From doodles to Descartes: sketching and the human cognitive toolkit | Judith Fan
Oct 2, 2025
Judith Fan, an Assistant Professor at Stanford's Department of Psychology, explores the cognitive power of drawing. She discusses how visual representation deepens our understanding and communication of ideas, even before written language. Judith shares insights from her studies on how people develop common visual languages through drawing and how sketching enhances memory and perception. She emphasizes that drawing is not just for art but a powerful tool for learning and sharing knowledge across various fields.
AI Snips
Chapters
Transcript
Episode notes
Drawing As A Cognitive Integrator
- Drawing turns semantic knowledge into durable, shareable visual representations that extend thought.
- Sketching coordinates perception, memory, planning, and motor control to communicate ideas.

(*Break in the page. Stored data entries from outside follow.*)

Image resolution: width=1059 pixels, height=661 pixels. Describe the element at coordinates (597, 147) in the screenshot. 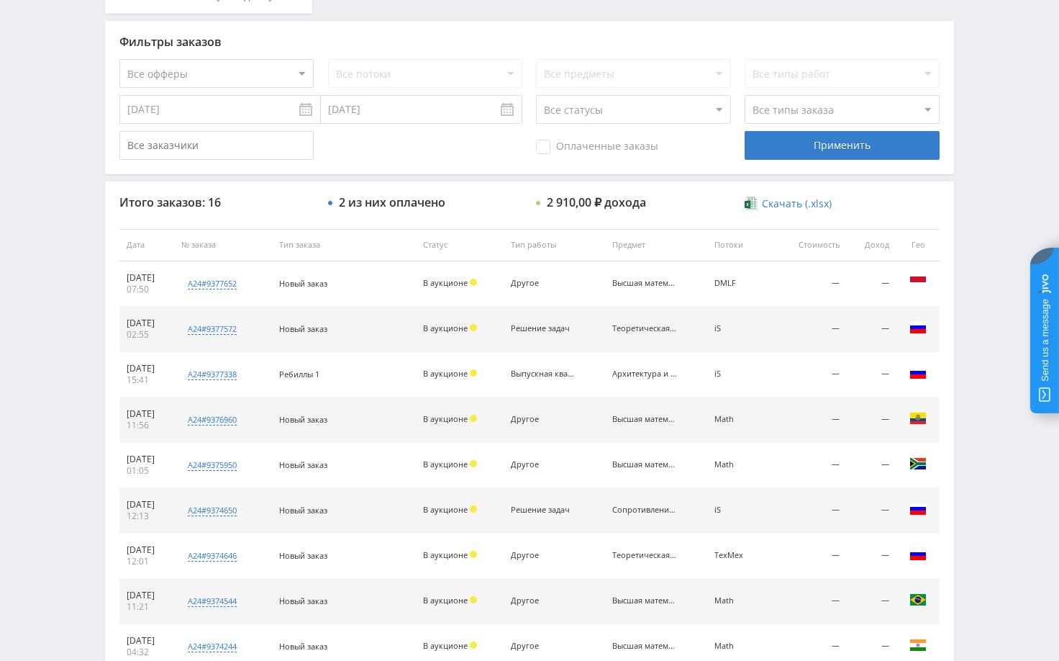

I see `span: Оплаченные заказы` at that location.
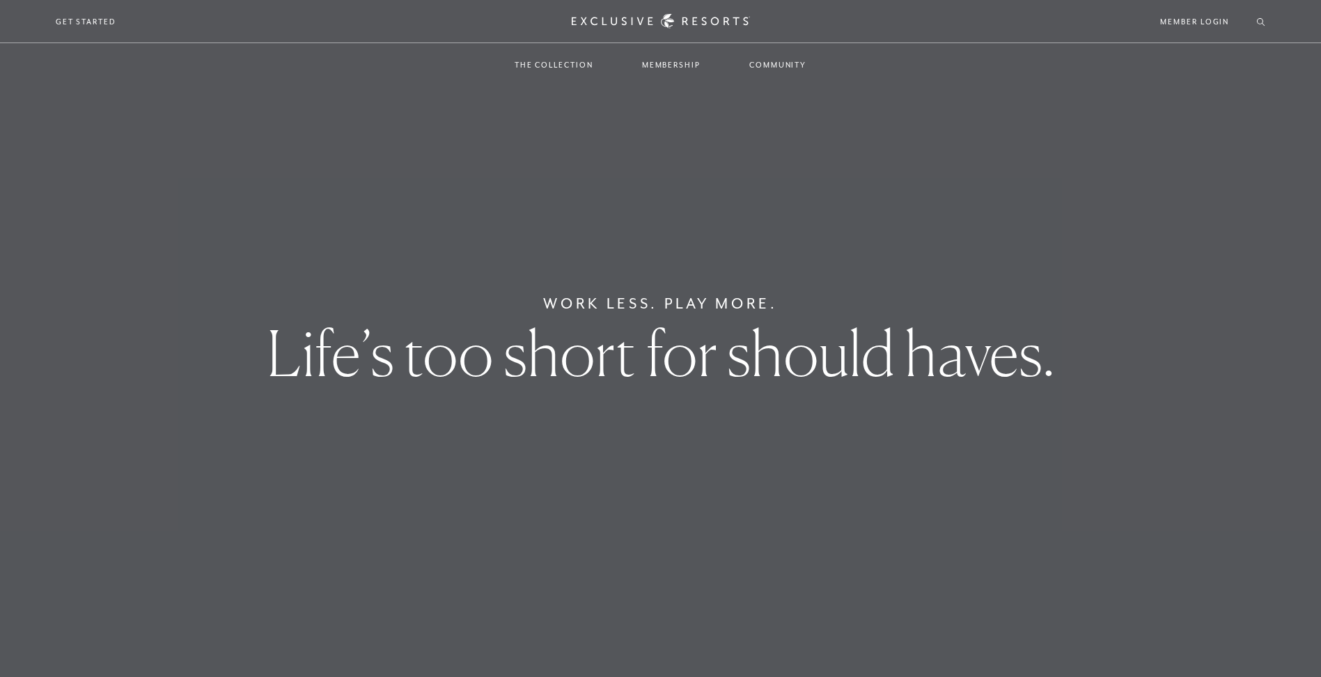 The height and width of the screenshot is (677, 1321). What do you see at coordinates (671, 65) in the screenshot?
I see `a: Membership` at bounding box center [671, 65].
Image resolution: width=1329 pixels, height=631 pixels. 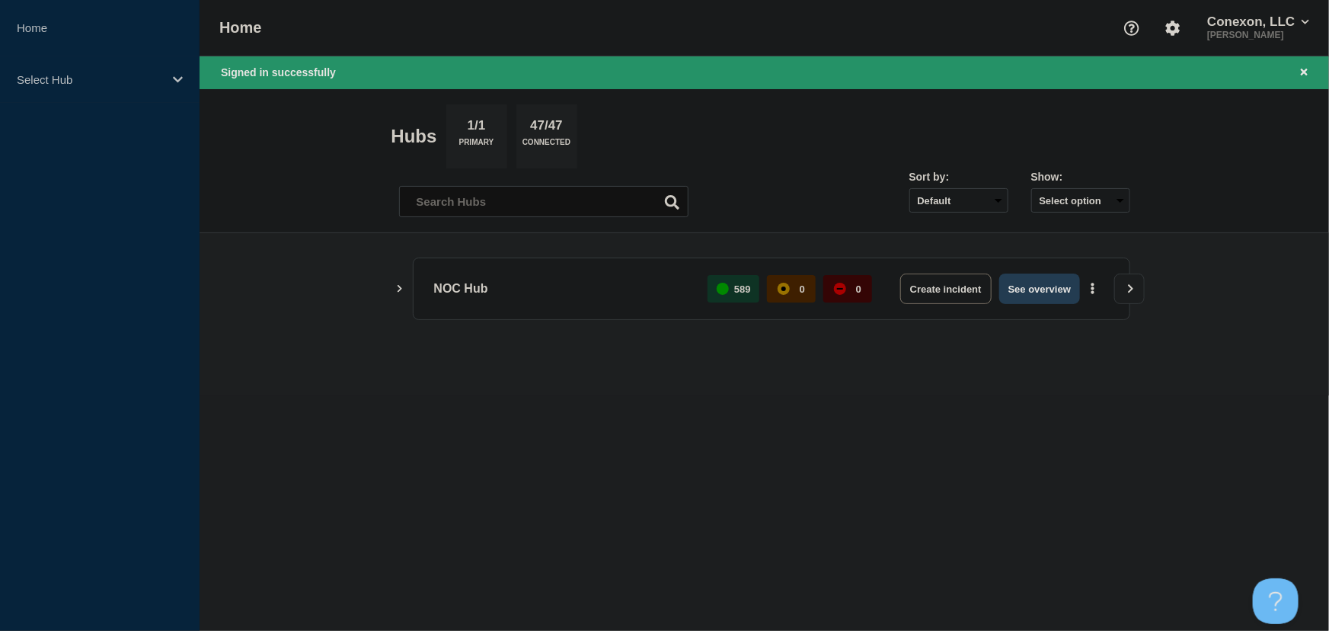 What do you see at coordinates (278, 72) in the screenshot?
I see `span: Signed in successfully` at bounding box center [278, 72].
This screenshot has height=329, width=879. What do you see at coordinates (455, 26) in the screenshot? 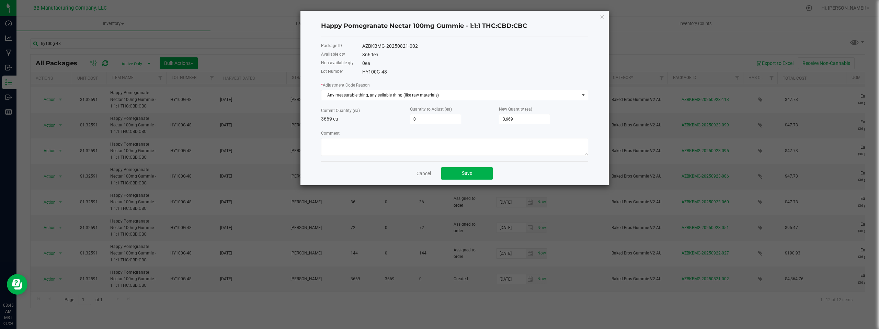
I see `h4: Happy Pomegranate Nectar 100mg Gummie - 1:1:1 THC:CBD:CBC` at bounding box center [455, 26].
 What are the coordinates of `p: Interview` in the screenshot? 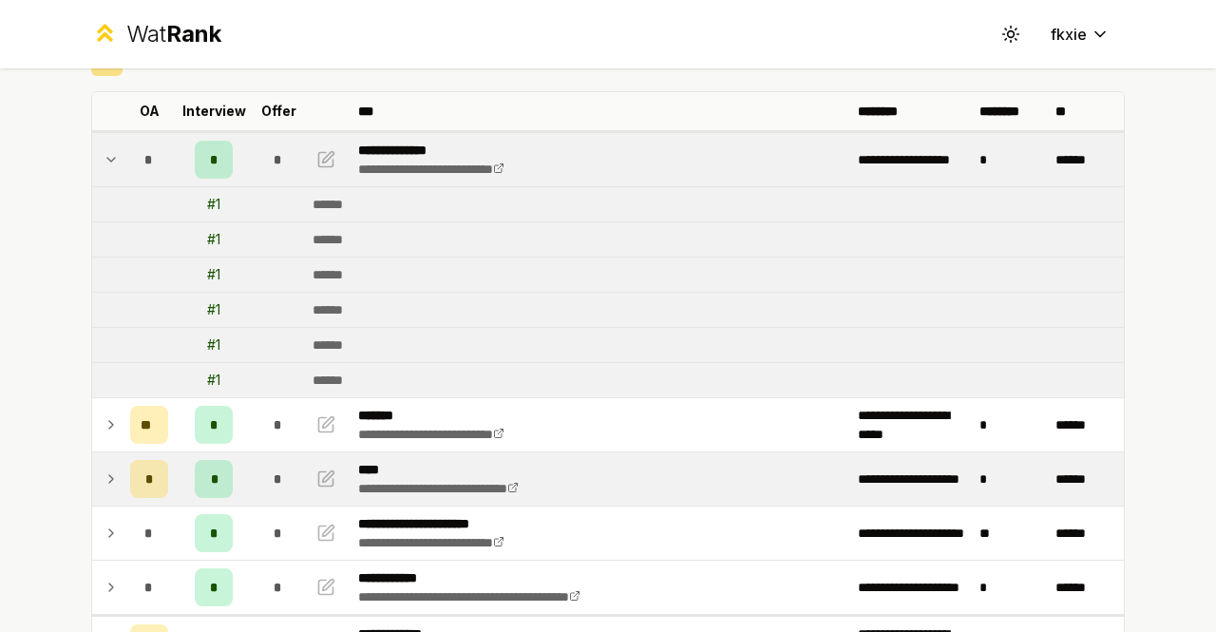 It's located at (214, 111).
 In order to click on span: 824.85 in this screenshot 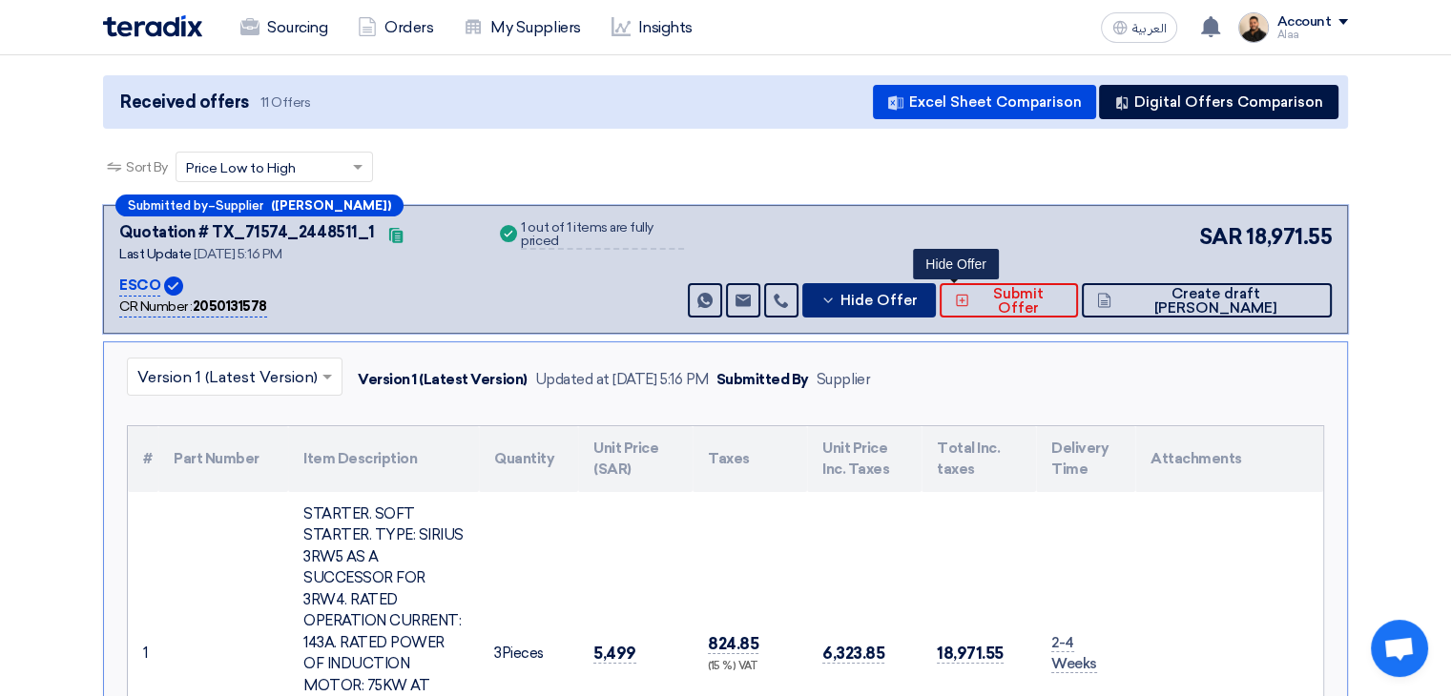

Pictionary Experiment Reveals Strategy Shift
- In a Pictionary-style online experiment, strangers paired as sketcher and viewer drew chairs to identify one specific target among similar items.
- Sketchers simplified and refined strokes over repeated trials, keeping features that succeeded and dropping those that failed.
Shared Visual Languages Emerge Quickly
- Pairs develop a shared visual shorthand through interaction history without prior agreement or speech.
- Visual communication adapts socially: effective marks persist and get simplified.